The contrast between the laxity at home and the regulations laid down by authority in Würtemburg, Bavaria, and other Continental States, is remarkable, and should receive the attention of the Registrar-General without delay.
From the Lancet, 1890, vol. i., p. 1440:—
“UNCERTIFIED CAUSES OF DEATH IN ENGLAND.
“Considering the general progress that has been made in public health during the last twenty years, it is seriously to be regretted that this matter of unknown and uncertified causes of death has been practically left untouched, and its settlement is, therefore more urgently needed now than when so often pressed upon the public notice by the late Dr. William Farr during his connection with the Registrar-General’s department.”

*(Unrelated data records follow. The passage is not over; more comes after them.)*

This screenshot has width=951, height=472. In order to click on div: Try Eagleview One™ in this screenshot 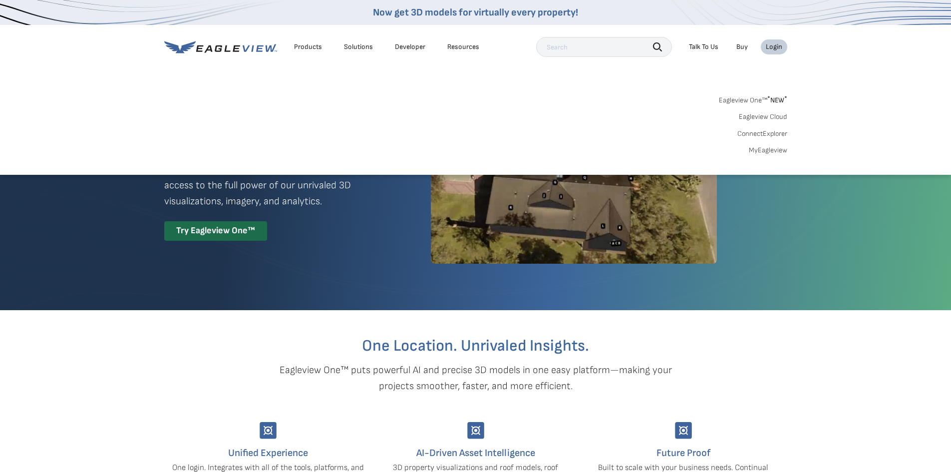, I will do `click(216, 231)`.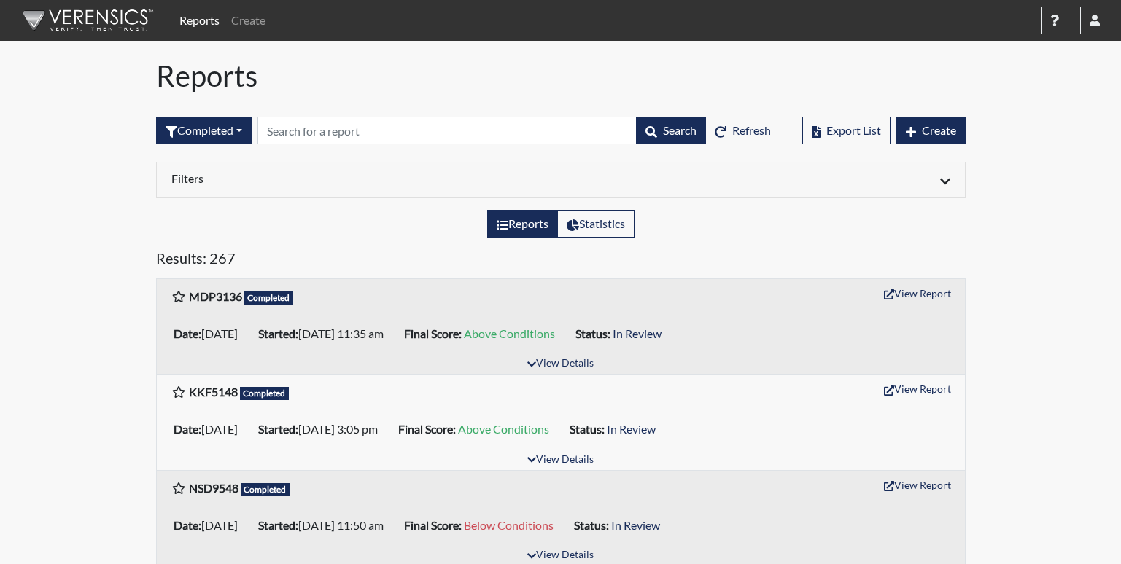 This screenshot has height=564, width=1121. What do you see at coordinates (447, 131) in the screenshot?
I see `input: Search by Registration ID, Interview Number, or Investigation Name.` at bounding box center [447, 131].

The Parliamentary Committee above referred to omitted an unexampled opportunity of inquiring into the facts of premature burial. They could have summoned pathologists, who had made trance and catalepsy a subject of close and searching investigation, as well as physicians, who, in their practice, have been called in to decide upon cases of apparent death, and of witnesses up and down the country who know of such cases, and others who have met with narrow escapes from these horrible mishaps. Instead of taking this reasonable course of procedure, the Committee contented themselves by examining two or three medical men, who had been summoned to give evidence upon the irregularities of death-certification only, and whose negative and apathetic replies showed either that the subject had never engaged their attention, or that they were unwilling to charge any member of the profession with a fault so ruinous to his professional reputation as to be unable to discriminate between the living and the dead. No questions were submitted to the witnesses as to the signs of death, the characteristics of catalepsy, trance, asphyxia, syncope, etc., or how to distinguish these from death, or as to the submission of tests in doubtful cases in order to ascertain the fact of death. Indeed, it may be observed that the investigation regarding a most vital point connected with death-certification appears to have entirely escaped the notice of this tribunal. As a specimen of the proceedings under this head are the following (“Report,” p. 116)—Mr. John Tatham, M.A., M.D., being under examination by the chairman, Si Walter Foster, M.D.
RELUCTANT ANSWERS.
Q. 2112—Have you ever had any instances within your knowledge, or brought to your notice, of cases where persons have been buried alive?—Never.
Q. 2113—Do you think such cases occur frequently?—I have no means of knowing.
Q. 2114—Supposing the public think they do sometimes, your methods (of medical death-certification) would be a great barrier to anything like that?—Yes.
Q. 2115—The doctor’s examination and identification of the body would enable them to detect in many instances if such an occurrence was likely to take place?—I think so.